While I recognize this makes things a lot more tricky, I think we
should
basically be planning more carefully with respect to virtualization
when
we
add new interfaces, since it's a widely used feature, and the current
set
of
"stragglers" unsupported in Jail is growing rather than shrinking.
I have implemented a hierarchical model. Each thread has a pointer to
the
cpuset that it's in. If it makes a local modification via
setaffinity()
it
gets an anonymous cpuset that is a child of the set assigned to the
process. This anonymous set will also be inherited across fork/thread
creation.
In this model presently there are nodes marked as root. To query the
'system' cpus available we walk up from the current node until we find
a
root. These are the 'system' set. A thread may not break out of its
system set. A process may join the root set but it may not modify a
root
that is a parent. Jails would create a new root. A process outside of
the
jail can modify the set of processors in the jail but a process within
the
jail/root may not.
The next level down from the root is the assigned set. The root may be
an
assigned set or this may be a subset of the root. Processes may create
sets which are parented back to their root and may include any
processors
within their root. The mask of the assigned set is returned as
'available'
processors.
This gives a 1 to 3 level hierarchy. The root, an assigned set, and an
anonymous set. Any of these but the root may be omitted. There is no
current way for userland to create subsets of assigned sets to permit
further nesting. I'm not sure I see value in it right now and it gives
the
possibility of unbound tree depth.
Anonymous sets are immutable as they are shared and changes only apply
to
the thread/pid in the WHICH argument and not others which have
inherited
from it. Anonymous sets have no id and may not be specifically
manipulated
via a setid. You must refer to the process/thread. From the
administration point of view they don't exist.
When a set is modified we walk down the children recursively and apply
the
new mask. This is done with a global set lock under which all
modifications and tree operations are performed. The td_cpuset pointer
is
protected under the thread_lock() and may read the set without a lock.
This
gives the possibility for certain kinds of races but I believe they are
all
safe.
Hopefully I explained that well enough for people to follow. I realize
it's a lot of text but it's fairly simple book keeping code. This is
all
implemented and I'm debugging now.
One place I'd like to implement CPU affinity is in the Sun Grid Engine
execution daemon. I think anonymous set would not be sufficent there
because the model allows new tasks to be started on a particular node at
any time during a parallel job. I'd have to do some more digging in the
code to be entierly certain. I think the less limits we place on the
hierarchy, the better off we'll be unless there are compeling complexity
reasons to avoid them.
With the anonymous set you can bind any thread to any cpu that is visible
to it. How would this not work?
I'm still trying to wrap my head around the anonymous sets. Is the idea
that once you are in an anonymous set, you can't expand it, or can you
expand out as far as the assigned set? I'd like for parallel jobs to
be allocated a set of cpus that they can't change, but still be able
to make their own decisions about thread affinity if they desire (for
example OpenMPI has some support for this so processes stay put and in
theory benefit from positive cache effects). If that's feasible in
this model, I'm happy ok it. I think we should keep in mind that these
SGE execution daemons might be sitting inside jails. ;-)
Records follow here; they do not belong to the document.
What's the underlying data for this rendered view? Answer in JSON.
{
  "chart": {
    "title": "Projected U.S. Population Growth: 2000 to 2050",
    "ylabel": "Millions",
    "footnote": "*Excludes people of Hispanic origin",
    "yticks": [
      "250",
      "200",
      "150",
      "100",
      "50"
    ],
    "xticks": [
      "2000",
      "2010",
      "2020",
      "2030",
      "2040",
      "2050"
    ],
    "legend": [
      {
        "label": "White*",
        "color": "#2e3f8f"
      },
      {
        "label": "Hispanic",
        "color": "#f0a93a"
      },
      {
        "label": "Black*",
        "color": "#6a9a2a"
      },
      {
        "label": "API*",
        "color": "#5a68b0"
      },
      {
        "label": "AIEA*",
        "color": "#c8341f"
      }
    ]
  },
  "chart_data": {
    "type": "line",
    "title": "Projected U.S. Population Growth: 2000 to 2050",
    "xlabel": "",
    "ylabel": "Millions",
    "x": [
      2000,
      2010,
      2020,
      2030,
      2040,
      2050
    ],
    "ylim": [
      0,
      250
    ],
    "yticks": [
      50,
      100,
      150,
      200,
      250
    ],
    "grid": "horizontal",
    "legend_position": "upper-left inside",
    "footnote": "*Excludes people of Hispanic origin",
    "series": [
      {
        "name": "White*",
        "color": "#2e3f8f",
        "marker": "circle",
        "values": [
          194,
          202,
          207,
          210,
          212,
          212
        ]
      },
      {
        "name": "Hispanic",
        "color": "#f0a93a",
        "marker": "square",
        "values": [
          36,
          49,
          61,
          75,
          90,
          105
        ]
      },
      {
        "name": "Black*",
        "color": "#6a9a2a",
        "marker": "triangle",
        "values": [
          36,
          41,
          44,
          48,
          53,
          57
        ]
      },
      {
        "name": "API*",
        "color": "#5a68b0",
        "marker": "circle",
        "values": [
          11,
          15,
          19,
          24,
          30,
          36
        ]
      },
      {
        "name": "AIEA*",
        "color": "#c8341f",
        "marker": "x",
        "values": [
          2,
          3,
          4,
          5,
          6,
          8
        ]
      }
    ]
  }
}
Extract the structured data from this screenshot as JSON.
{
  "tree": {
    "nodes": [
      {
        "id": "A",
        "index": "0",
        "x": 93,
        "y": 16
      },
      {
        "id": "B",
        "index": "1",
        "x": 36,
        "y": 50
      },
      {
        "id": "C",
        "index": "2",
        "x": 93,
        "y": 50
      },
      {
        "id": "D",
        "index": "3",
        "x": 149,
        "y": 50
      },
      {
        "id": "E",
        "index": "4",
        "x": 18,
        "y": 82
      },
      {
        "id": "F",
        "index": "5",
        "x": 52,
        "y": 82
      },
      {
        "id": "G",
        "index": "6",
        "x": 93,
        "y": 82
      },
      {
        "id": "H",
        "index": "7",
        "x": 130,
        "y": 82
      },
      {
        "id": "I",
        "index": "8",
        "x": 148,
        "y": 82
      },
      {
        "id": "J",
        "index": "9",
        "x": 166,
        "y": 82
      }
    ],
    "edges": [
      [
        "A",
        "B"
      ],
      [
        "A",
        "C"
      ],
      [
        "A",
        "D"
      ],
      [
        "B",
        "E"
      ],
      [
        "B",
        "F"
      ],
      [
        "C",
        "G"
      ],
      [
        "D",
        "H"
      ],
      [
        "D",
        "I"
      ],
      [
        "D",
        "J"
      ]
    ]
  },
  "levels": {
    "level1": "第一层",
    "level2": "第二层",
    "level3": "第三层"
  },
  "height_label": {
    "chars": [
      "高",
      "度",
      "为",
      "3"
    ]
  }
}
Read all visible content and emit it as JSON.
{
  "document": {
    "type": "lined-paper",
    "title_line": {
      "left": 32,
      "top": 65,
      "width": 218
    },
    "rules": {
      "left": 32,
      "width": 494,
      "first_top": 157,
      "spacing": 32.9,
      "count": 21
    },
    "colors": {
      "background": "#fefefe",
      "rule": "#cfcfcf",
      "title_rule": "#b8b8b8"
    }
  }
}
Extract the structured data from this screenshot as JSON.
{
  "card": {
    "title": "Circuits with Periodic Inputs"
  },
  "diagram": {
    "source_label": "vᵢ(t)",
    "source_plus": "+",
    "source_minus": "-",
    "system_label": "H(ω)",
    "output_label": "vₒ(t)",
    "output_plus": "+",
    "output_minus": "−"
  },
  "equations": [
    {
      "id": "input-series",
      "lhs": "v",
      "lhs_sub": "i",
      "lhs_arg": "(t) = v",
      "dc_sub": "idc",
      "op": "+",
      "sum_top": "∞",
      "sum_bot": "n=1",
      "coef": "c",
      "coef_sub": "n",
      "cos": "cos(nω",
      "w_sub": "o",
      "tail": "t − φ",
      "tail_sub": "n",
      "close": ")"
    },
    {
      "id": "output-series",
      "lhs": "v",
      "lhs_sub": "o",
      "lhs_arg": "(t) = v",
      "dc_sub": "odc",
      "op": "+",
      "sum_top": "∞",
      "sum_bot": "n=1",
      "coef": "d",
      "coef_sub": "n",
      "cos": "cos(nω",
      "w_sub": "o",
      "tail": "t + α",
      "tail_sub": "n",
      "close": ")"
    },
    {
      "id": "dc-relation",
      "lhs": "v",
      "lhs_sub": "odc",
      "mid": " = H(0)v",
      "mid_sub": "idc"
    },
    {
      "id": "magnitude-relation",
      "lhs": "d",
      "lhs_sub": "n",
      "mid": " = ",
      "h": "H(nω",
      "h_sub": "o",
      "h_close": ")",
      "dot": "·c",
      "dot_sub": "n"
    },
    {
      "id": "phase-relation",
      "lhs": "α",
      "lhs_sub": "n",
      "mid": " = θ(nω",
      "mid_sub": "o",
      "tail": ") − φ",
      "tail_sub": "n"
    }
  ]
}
Ah, when I said the anonymous sets were immutable, that only means that
they are copy-on-write. Because you can't know who shares a copy via fork
or thread creation you must make a new set each time you write.
I made the anonymous sets so that the parent would have a list of all
derivative children sets so that modifications to the parent would be
reflected in the child. This also means that the scheduler only has to
look at one bitmap to determine the available cpus for a thread.
I think the anonymous sets seem like a good idea. On solution to my
problem might be to make changing your current set to be something that
is not a subset of your parent (or maybe your current set?) is privileged.